Book Synopsis Promoting Successful Adoptions by : Susan Livingston Smith
Download or read book Promoting Successful Adoptions written by Susan Livingston Smith and published by SAGE Publications. This book was released on 1999-08-04 with total page 290 pages. Available in PDF, EPUB and Kindle. Book excerpt: This book focuses on adoptive families after the legal finalization of the adoption has taken place. The authors, Susan Livingston Smith and Jeanne A. Howard, incorporate the findings of their own unique research project on troubled adoptive families with other empirical research, theory, practice, and knowledge. This volume is rich with case examples, detailed case histories, presentations of various practice strategies, and resources. The overall result is a stand-alone volume offering a clear and well-documented overview of the topic. It will be invaluable to social workers and other professionals working with children and families.
Book Synopsis Colonial Self-Fashioning in British India, c. 1785-1845 by : Prasannajit de Silva
Download or read book Colonial Self-Fashioning in British India, c. 1785-1845 written by Prasannajit de Silva and published by Cambridge Scholars Publishing. This book was released on 2018-07-26 with total page 309 pages. Available in PDF, EPUB and Kindle. Book excerpt: A stereotypical view of the nineteenth-century British in India, which might be characterised as one of deliberate isolation and segregation from their surroundings, has recently been complemented by one evoking a high degree of integration and closer co-existence in the eighteenth century. Focusing on a period which straddles this apparent shift, this book explores a variety of ways in which British residents in India represented their lives through visual material, and reveals a more nuanced position.
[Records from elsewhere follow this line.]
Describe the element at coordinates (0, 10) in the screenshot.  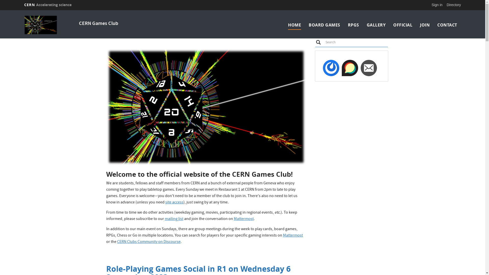
I see `Skip to main content` at that location.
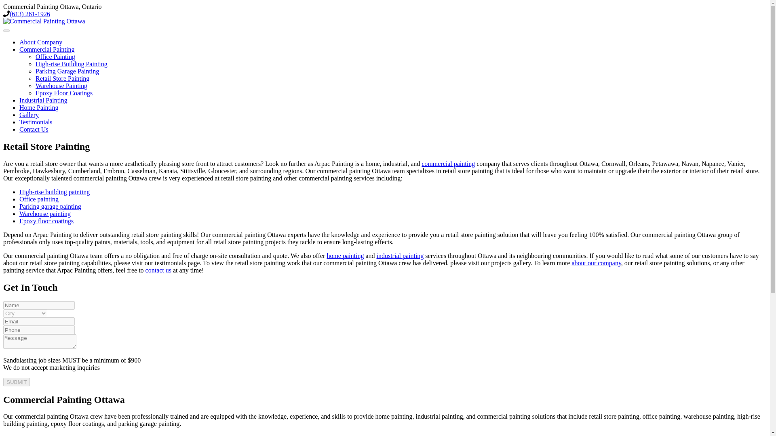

Consideration of these images, which have often been overlooked in the scholarly literature, opens up questions of identity facing the British population in India at this time and facing colonial societies more generally, and issues about the role of visual culture in negotiating them. It also underlines the fragile and contested nature of identity: the colonists’ self-fashioning encompassed not only expressions of difference from their Indian setting, but also what distinguished them from their compatriots back in Britain, as well as engaging with metropolitan attitudes towards, and prejudices about, them.
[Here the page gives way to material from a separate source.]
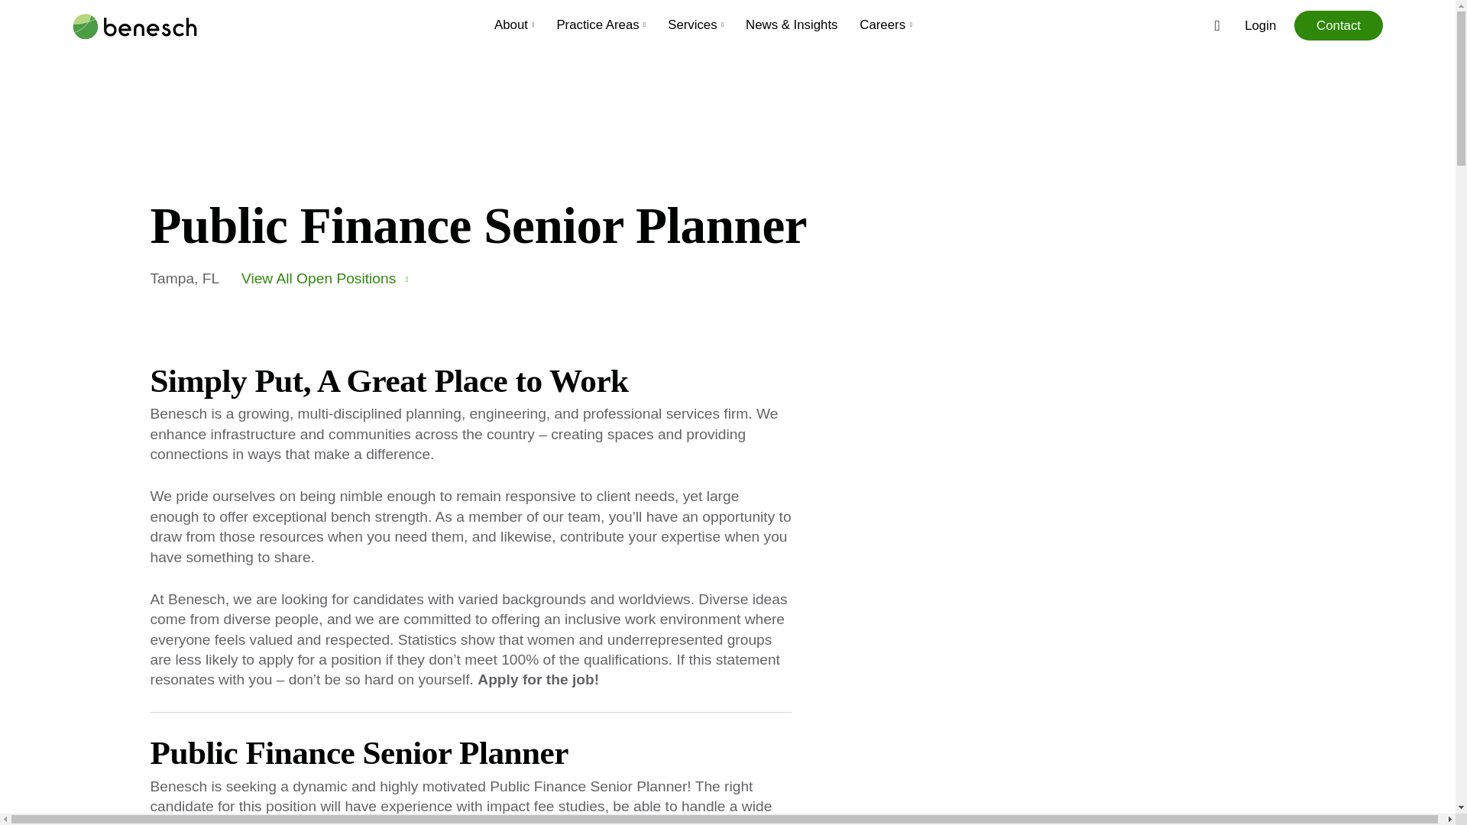 This screenshot has width=1467, height=825. I want to click on Explore All Services, so click(215, 245).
Download or read book The Group Effect written by John Bruhn and published by Springer Science & Business Media. This book was released on 2009-06-06 with total page 178 pages. Available in PDF, EPUB and Kindle. Book excerpt: Sociologists and anthropologists have had a long interest in studying the ways in which cultures shaped different patterns of health, disease, and mortality. Social scientists have documented low rates of chronic disease and disability in non-Western societies and have suggested that social stability, cultural homogeneity and social cohesion may play a part in explaining these low rates. On the other hand, in studies of Western societies, social scientists have found that disease and mortality assume different patterns among various ethnic, cultural and social-economic groups. The role of stress, social change and a low degree of cohesion have been suggested, along with other factors as contributing to the variable rates among different social groups. Social cohesion has been implicated in the cause and recovery from both physical and psychological illnesses. Although there has been a large amount of work established the beneficial effects of cohesion on health and well-being, relatively little work has focused on HOW increased social cohesion sustains or improves health. This work is based on the premise that there are risk factors, including social cohesion that regulate health and disease in groups. One of the challenges is how to measure social cohesion – it can be readily observed and experienced but difficult to quantify. A better understanding of how social cohesion works will be valuable to improving group-level interventions.